The abstract factory

The abstract factory is another design pattern from the family of factory patterns. The purpose is the same as all factory design patterns—to encapsulate the object creation logic and hide it from the user. The difference is how it is implemented.

The abstract factory design pattern relies on object composition in contrast to inheritance, which is used by the factory method. Here we have a separate object, which provides an interface to create instances of the classes we need.

Class diagram

Let's keep using the preceding SimpleConnection example here. The following diagram shows how the abstract factory is structured:

Class diagram

As we can see from the preceding figure, now we have a hierarchy of factories rather than a method inside our database client. We will be using the abstract DatabaseConnectorFactory in our application and it will be returning the right objects, depending on the actual instance type.

Code example

Let's have a look at our example from the source point of view. The following code listing shows the factory hierarchy:

trait DatabaseConnectorFactory {
  def connect(): SimpleConnection
}

class MySqlFactory extends DatabaseConnectorFactory {
  override def connect(): SimpleConnection = new SimpleMysqlConnection
}

class PgSqlFactory extends DatabaseConnectorFactory {
  override def connect(): SimpleConnection = new SimplePgSqlConnection
}

We can then use our factory by passing it to a class, which will call the required methods. Here is an example similar to the one we showed for the factory method design pattern:

class DatabaseClient(connectorFactory: DatabaseConnectorFactory) {
  def executeQuery(query: String): Unit = {
    val connection = connectorFactory.connect()
    connection.executeQuery(query)
  }
}

Let's see an example that uses our database client:

object Example {
  def main(args: Array[String]): Unit = {
    val clientMySql: DatabaseClient = new DatabaseClient(new MySqlFactory)
    val clientPgSql: DatabaseClient = new DatabaseClient(new PgSqlFactory)
    clientMySql.executeQuery("SELECT * FROM users")
    clientPgSql.executeQuery("SELECT * FROM employees")
  }
}

The following screenshot shows the output of this program:

Code example

This is how the abstract factory design pattern works. If we need to add another database client to our application, we can achieve it by adding another class, which extends DatabaseConnectionFactory. This is nice because it makes refactoring and extending easy.

Scala alternatives

This design pattern can also be achieved using different approaches. The fact that we use object composition to pass a factory to our class indicates that we can do something else: we can simply pass a function, just because in Scala they are a part of unification and they are treated the same way as objects.

What is it good for?

As with all factories, the details of object creation are hidden. The abstract factory design pattern is particularly useful when we want to expose families of objects (for example, database connectors). The clients then become decoupled from the concrete classes. This pattern is commonly shown as an example in different UI toolkits, where elements differ for different operating systems. It is also quite testable because we can provide mocks instead of an actual factory to the clients.

Even though the incompatibility problem that we mentioned previously is still present here, it is somewhat harder to encounter now. This is mainly because here the client will actually just pass one single factory as a parameter. And in the case where we provide the user with concrete factories, everything is already taken care of when these factories were written.

What is it not so good for?

It could be problematic if the objects and methods we are using (SimpleConnection in our case) change signatures. In some cases, this pattern could also complicate our code unnecessarily and make it unreadable and hard to follow.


- [Exercise] After locating the line that holds "Hunt for clothing.", repeat it and each following line exactly until the material ends, skipping pictures.
|---|
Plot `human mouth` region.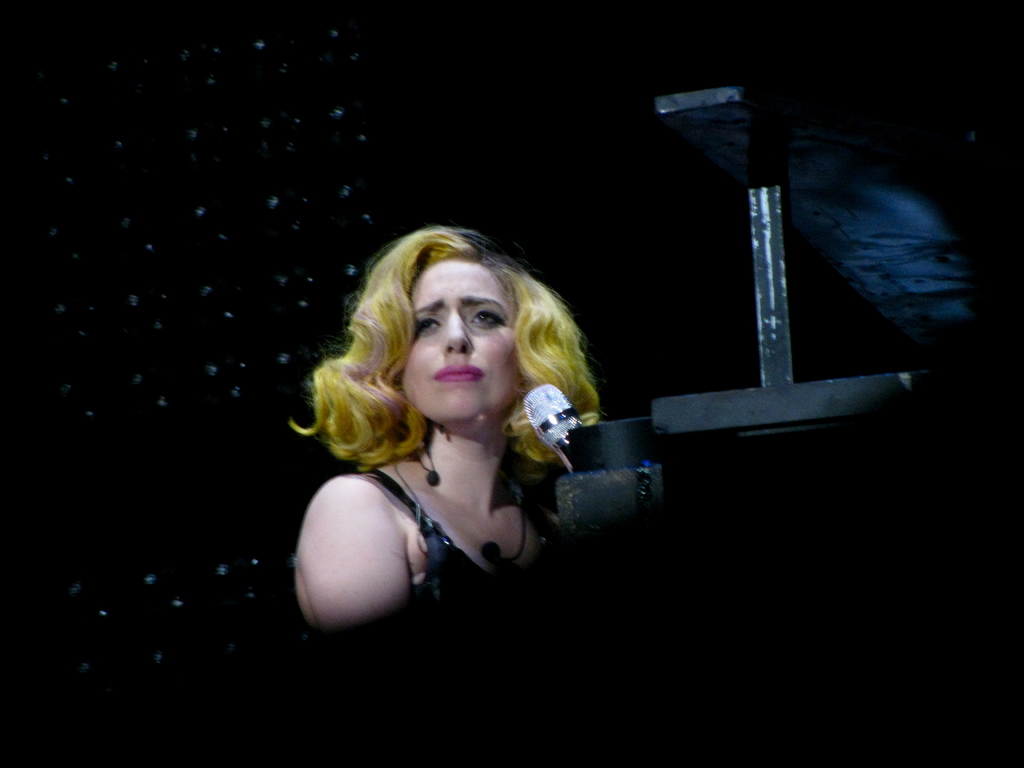
Plotted at bbox=[437, 363, 481, 381].
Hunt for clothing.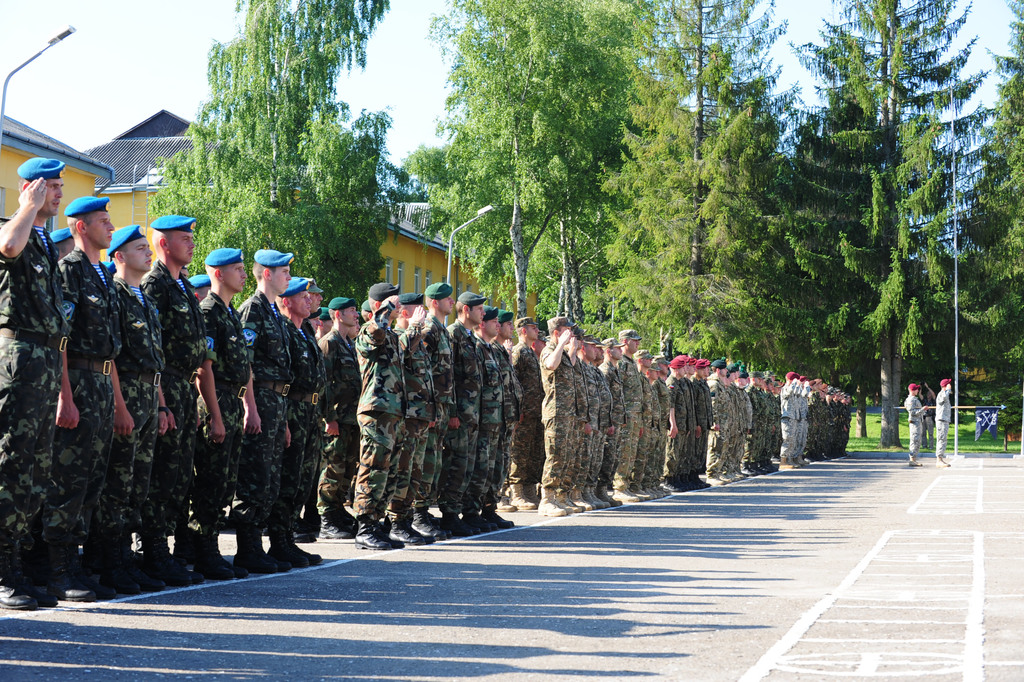
Hunted down at (902,388,926,460).
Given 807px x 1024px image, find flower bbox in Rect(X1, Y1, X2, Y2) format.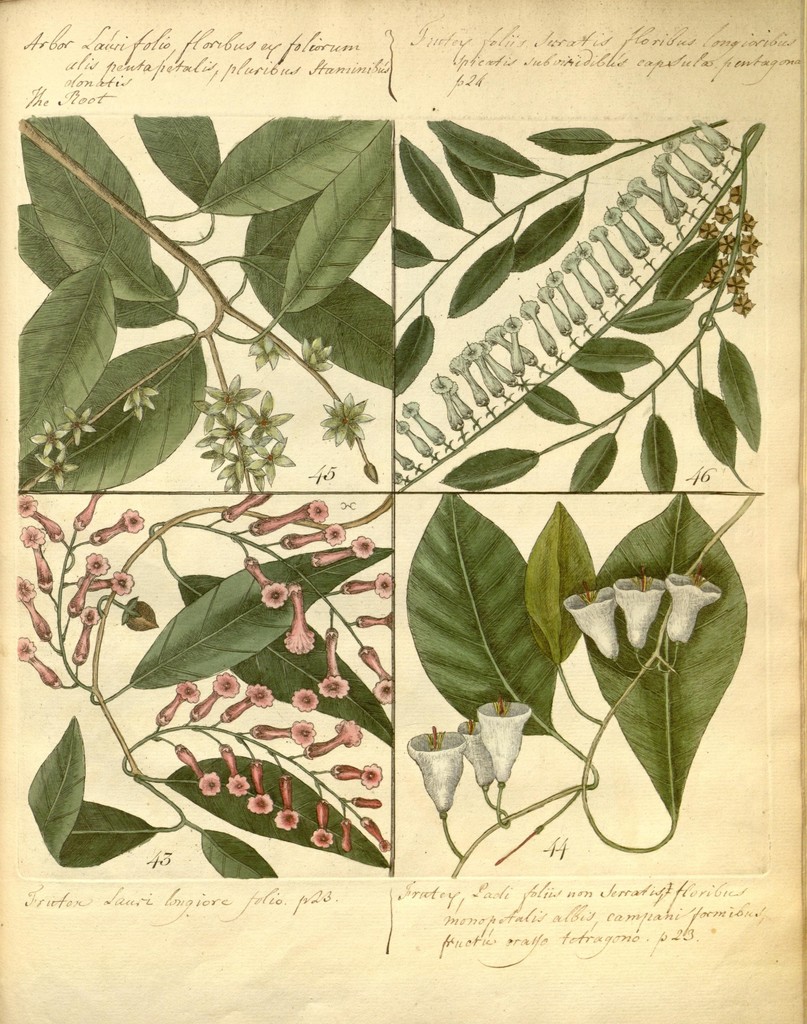
Rect(308, 799, 336, 849).
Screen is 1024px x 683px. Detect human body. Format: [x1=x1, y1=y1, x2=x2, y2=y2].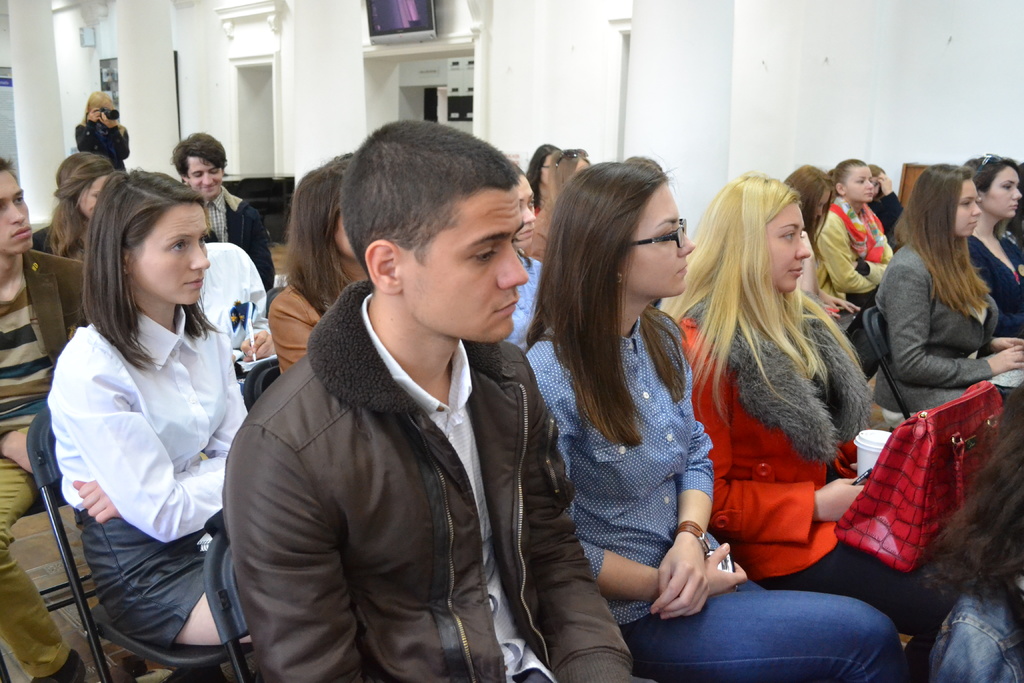
[x1=671, y1=170, x2=973, y2=670].
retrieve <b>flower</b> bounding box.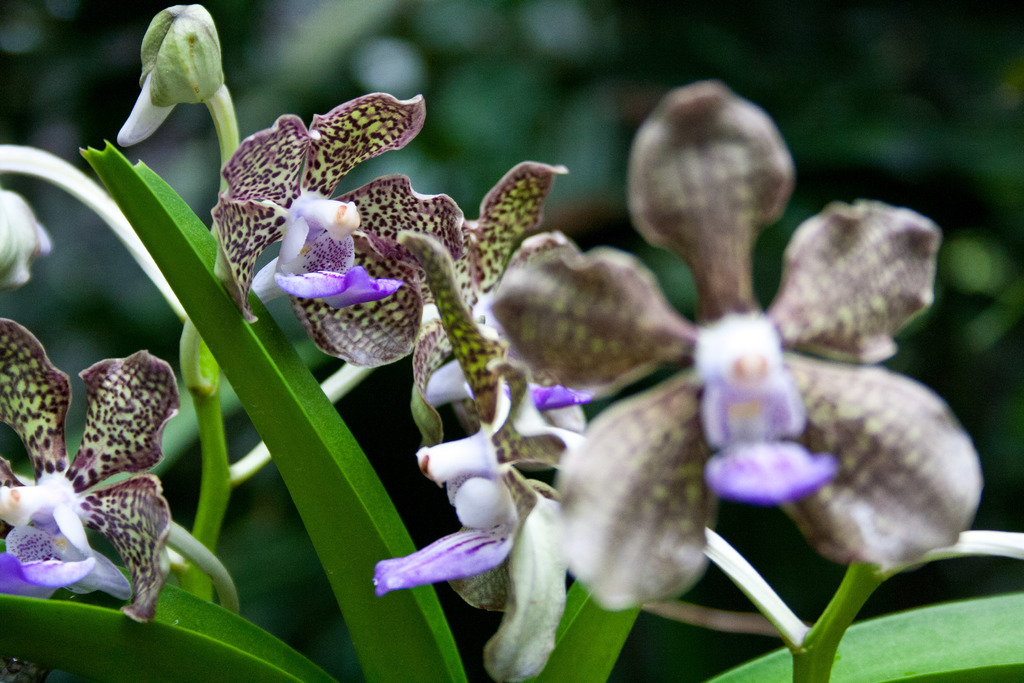
Bounding box: 6,326,193,621.
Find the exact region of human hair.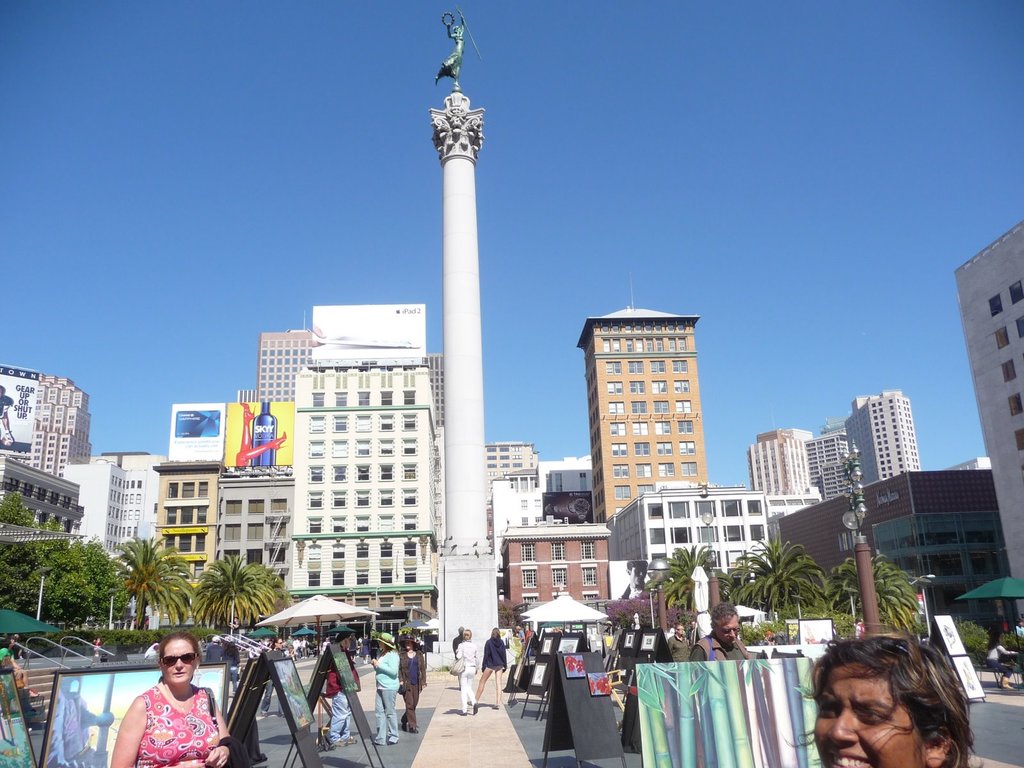
Exact region: 492:628:502:639.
|---|
- [Response to the exercise]
Hunt for clothing.
Hunted down at (902,388,926,460).
Given 807px x 1024px image, find flower bbox in Rect(X1, Y1, X2, Y2) format.
Rect(308, 799, 336, 849).
Screen is 1024px x 683px. Detect human body. Format: [x1=x1, y1=y1, x2=x2, y2=y2].
[x1=671, y1=170, x2=973, y2=670].
retrieve <b>flower</b> bounding box.
Bounding box: 6,326,193,621.
Find the exact region of human hair.
Exact region: 492:628:502:639.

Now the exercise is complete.